Land Advocate Elizabeth Beall Banks Dies

By Patricia Sullivan
The Washington Post
Wednesday, January 19, 2005

Elizabeth Beall Banks, 93, a teacher and land advocate who sold her family's 138-acre farm to Johns Hopkins University for its Rockville biotechnology research center, died of pneumonia Jan. 17 at her home on the farm. 

Miss Banks, who had taught for 36 years in the Montgomery County grade and junior high schools, sold the property for $5 million in 1989, a fraction of its real value. The only conditions were that the school replace her drafty old house with a modest new home, where she could live and raise her 80 head of Black Angus cattle until she died. The university could develop 30 acres as long as trees buffered her from the development, she agreed. 

"She loved this land so much. We all agreed it would never be sold to a developer. When Johns Hopkins came along, we felt it was a great opportunity for all of us," said her sister, Beulah B. Newell. 

The farm, known as Belward, had been in her family since the mid-1800s, purchased by her great-grandfather, Ignatius Beall Ward. Miss Banks, who was born on her family's farm in Howard County, moved to the Rockville farm at age 15, when a tornado ruined her father's farm. 

She attended Maryland State Teachers College at Towson (now Towson University) and began teaching at the Rockville Academy in 1931, when it housed the county's primary grades. She continued to teach in the county's grade schools, and in later years she taught junior high school students with special needs. She retired in 1967. 

Each day after school, she would change into her overalls and ride a horse or drive a tractor. She baled hay, shoveled out the horse stalls and fed and watered the cattle. The family's Brown Swiss dairy cows gave the richest milk in the county, she bragged. 

Miss Banks inherited most of the farm in 1958 from her mother and an aunt who lived in Canada. The aunt, knowing how much she loved the land, trusted her to keep the farm from commercial and residential development. 

She once threatened trespassing developers with a shotgun. Another time, she erected a 6-by-12-foot sign urging commuters stuck in traffic to complain to county officials, whose phone numbers she helpfully provided in large type. When bulldozers started to knock down trees in the wooded buffer she depended on, she and a friend hugged the century-old tree trunks and blocked the dozer. 

She sold the land to Johns Hopkins because she admired the university. Some of its male students wooed her when she was a young woman. Her mother was treated at its medical center when her lung cancer was diagnosed in 1962.

One of the conditions Elizabeth Beall Banks put on the sale of her land to Johns Hopkins was that she be able to stay on the land and raise her 80 head of Black Angus cattle until she died. 

So when some of the trees in her buffer were knocked down, she got a stop-work order. "It breaks my heart," she told a Washington Post reporter in 2001. "When they started cutting down those trees, it was like they might as well have put a knife in my heart." The dispute was settled, and Montgomery County, which acquired some of the land from the university, planted more trees in the buffer. 

Miss Banks, who continued to farm the land until her death, set up a scholarship fund for Johns Hopkins medical students, and greeted her own former students, who would stop by the farm from time to time with their children. The children, her sister said, loved to visit the Black Angus, the two miniature horses and the donkey. Miss Banks was a longtime member of the Maryland Farm Bureau. 

The 30 developed acres are now home to Human Genome Sciences Inc. The land, some of which will be retained as open space, is set aside for research and academic development, said Dennis O'Shea, a Johns Hopkins spokesman. 

"Miss Banks was an extremely generous person and she had vision for the future of this property," O'Shea said. "She has been a very important part of the history of Montgomery County and her gift will be an important part of its future, as well."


▸ PROBLEM STATEMENT
Return the material unaltered, line by line.

· · · · · · ·

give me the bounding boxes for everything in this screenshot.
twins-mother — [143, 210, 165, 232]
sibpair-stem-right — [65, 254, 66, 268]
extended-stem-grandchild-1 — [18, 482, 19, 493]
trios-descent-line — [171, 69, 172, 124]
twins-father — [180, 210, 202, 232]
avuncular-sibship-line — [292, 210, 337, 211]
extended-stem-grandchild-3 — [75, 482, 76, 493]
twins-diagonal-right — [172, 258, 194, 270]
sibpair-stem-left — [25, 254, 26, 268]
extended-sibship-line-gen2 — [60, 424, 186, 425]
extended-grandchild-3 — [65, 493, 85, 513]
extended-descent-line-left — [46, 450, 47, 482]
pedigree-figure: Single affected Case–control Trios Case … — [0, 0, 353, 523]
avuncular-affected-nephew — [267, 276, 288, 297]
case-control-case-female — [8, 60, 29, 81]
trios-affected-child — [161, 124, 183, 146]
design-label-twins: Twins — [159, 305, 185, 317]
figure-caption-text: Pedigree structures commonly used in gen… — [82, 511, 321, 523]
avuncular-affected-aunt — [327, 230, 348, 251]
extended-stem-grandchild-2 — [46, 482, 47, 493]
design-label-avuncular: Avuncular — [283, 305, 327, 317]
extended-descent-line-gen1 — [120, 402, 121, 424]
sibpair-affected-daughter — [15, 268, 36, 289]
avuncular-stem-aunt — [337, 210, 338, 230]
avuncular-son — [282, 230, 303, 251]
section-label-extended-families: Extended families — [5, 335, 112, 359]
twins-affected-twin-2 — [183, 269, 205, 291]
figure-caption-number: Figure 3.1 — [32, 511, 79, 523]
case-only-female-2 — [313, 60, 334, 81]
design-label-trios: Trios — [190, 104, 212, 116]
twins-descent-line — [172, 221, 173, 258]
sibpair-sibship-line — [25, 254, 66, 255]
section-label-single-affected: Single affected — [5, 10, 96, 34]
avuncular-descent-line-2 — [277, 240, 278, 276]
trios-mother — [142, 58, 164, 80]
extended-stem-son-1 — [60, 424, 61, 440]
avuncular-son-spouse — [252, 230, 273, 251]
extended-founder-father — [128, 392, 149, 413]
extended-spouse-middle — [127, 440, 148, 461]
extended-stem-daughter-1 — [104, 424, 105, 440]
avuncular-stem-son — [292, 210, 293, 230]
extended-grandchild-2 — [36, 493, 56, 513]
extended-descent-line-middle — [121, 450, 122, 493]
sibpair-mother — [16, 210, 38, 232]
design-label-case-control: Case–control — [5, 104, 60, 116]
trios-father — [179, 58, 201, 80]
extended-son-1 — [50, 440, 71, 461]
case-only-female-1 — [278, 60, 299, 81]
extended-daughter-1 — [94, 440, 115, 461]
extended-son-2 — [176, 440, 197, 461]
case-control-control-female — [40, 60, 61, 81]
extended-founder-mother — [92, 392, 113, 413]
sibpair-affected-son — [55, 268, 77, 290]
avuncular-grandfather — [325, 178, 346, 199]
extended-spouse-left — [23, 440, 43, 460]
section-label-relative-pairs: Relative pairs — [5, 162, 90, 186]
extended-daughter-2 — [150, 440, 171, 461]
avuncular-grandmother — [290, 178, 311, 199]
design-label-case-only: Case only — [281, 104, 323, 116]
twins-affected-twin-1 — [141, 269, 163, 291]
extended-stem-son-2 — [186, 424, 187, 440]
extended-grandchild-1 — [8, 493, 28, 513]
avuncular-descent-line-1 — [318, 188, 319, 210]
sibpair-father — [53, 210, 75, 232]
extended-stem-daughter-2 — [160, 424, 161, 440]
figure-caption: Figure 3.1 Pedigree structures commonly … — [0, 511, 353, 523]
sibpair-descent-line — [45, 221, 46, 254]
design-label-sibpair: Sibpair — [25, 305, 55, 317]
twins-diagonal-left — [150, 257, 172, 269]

· · · · · · ·

▸ SOLUTION TO THIS TASK
give me the bounding boxes for everything in this screenshot.
twins-mother — [143, 210, 165, 232]
sibpair-stem-right — [65, 254, 66, 268]
extended-stem-grandchild-1 — [18, 482, 19, 493]
trios-descent-line — [171, 69, 172, 124]
twins-father — [180, 210, 202, 232]
avuncular-sibship-line — [292, 210, 337, 211]
extended-stem-grandchild-3 — [75, 482, 76, 493]
twins-diagonal-right — [172, 258, 194, 270]
sibpair-stem-left — [25, 254, 26, 268]
extended-sibship-line-gen2 — [60, 424, 186, 425]
extended-grandchild-3 — [65, 493, 85, 513]
extended-descent-line-left — [46, 450, 47, 482]
pedigree-figure: Single affected Case–control Trios Case … — [0, 0, 353, 523]
avuncular-affected-nephew — [267, 276, 288, 297]
case-control-case-female — [8, 60, 29, 81]
trios-affected-child — [161, 124, 183, 146]
design-label-twins: Twins — [159, 305, 185, 317]
figure-caption-text: Pedigree structures commonly used in gen… — [82, 511, 321, 523]
avuncular-affected-aunt — [327, 230, 348, 251]
extended-stem-grandchild-2 — [46, 482, 47, 493]
design-label-avuncular: Avuncular — [283, 305, 327, 317]
extended-descent-line-gen1 — [120, 402, 121, 424]
sibpair-affected-daughter — [15, 268, 36, 289]
avuncular-stem-aunt — [337, 210, 338, 230]
avuncular-son — [282, 230, 303, 251]
section-label-extended-families: Extended families — [5, 335, 112, 359]
twins-affected-twin-2 — [183, 269, 205, 291]
figure-caption-number: Figure 3.1 — [32, 511, 79, 523]
case-only-female-2 — [313, 60, 334, 81]
design-label-trios: Trios — [190, 104, 212, 116]
twins-descent-line — [172, 221, 173, 258]
sibpair-sibship-line — [25, 254, 66, 255]
section-label-single-affected: Single affected — [5, 10, 96, 34]
avuncular-descent-line-2 — [277, 240, 278, 276]
trios-mother — [142, 58, 164, 80]
extended-stem-son-1 — [60, 424, 61, 440]
avuncular-son-spouse — [252, 230, 273, 251]
extended-founder-father — [128, 392, 149, 413]
extended-spouse-middle — [127, 440, 148, 461]
extended-stem-daughter-1 — [104, 424, 105, 440]
avuncular-stem-son — [292, 210, 293, 230]
extended-grandchild-2 — [36, 493, 56, 513]
extended-descent-line-middle — [121, 450, 122, 493]
sibpair-mother — [16, 210, 38, 232]
design-label-case-control: Case–control — [5, 104, 60, 116]
trios-father — [179, 58, 201, 80]
extended-son-1 — [50, 440, 71, 461]
case-only-female-1 — [278, 60, 299, 81]
extended-daughter-1 — [94, 440, 115, 461]
extended-son-2 — [176, 440, 197, 461]
case-control-control-female — [40, 60, 61, 81]
extended-founder-mother — [92, 392, 113, 413]
sibpair-affected-son — [55, 268, 77, 290]
avuncular-grandfather — [325, 178, 346, 199]
extended-spouse-left — [23, 440, 43, 460]
section-label-relative-pairs: Relative pairs — [5, 162, 90, 186]
extended-daughter-2 — [150, 440, 171, 461]
avuncular-grandmother — [290, 178, 311, 199]
design-label-case-only: Case only — [281, 104, 323, 116]
twins-affected-twin-1 — [141, 269, 163, 291]
extended-stem-son-2 — [186, 424, 187, 440]
extended-grandchild-1 — [8, 493, 28, 513]
avuncular-descent-line-1 — [318, 188, 319, 210]
sibpair-father — [53, 210, 75, 232]
extended-stem-daughter-2 — [160, 424, 161, 440]
figure-caption: Figure 3.1 Pedigree structures commonly … — [0, 511, 353, 523]
sibpair-descent-line — [45, 221, 46, 254]
design-label-sibpair: Sibpair — [25, 305, 55, 317]
twins-diagonal-left — [150, 257, 172, 269]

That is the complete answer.